The task
Every record below should be printed again exactly, with its pictures removed.

::::::

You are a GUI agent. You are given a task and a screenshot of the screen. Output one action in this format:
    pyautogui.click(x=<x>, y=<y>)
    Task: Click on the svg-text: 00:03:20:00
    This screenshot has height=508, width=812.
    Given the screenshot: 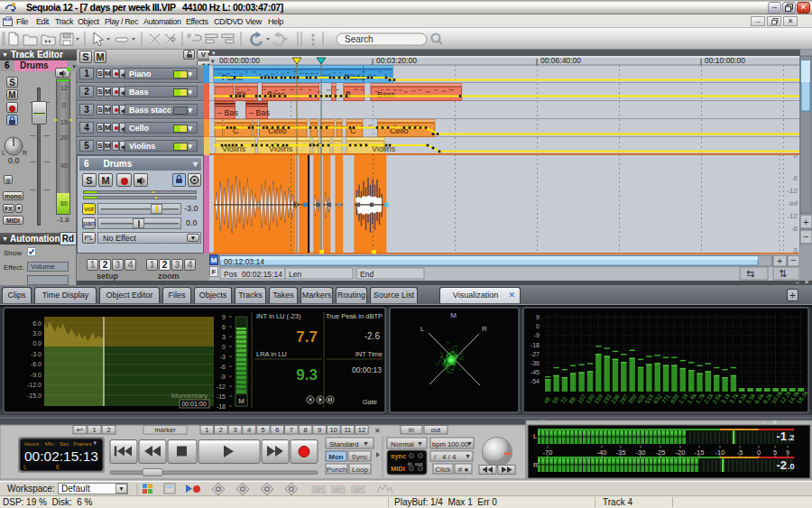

::::::

Task solution
You are a GUI agent. You are given a task and a screenshot of the screen. Output one action in this format:
    pyautogui.click(x=<x>, y=<y>)
    Task: Click on the svg-text: 00:03:20:00
    This screenshot has height=508, width=812.
    Given the screenshot: 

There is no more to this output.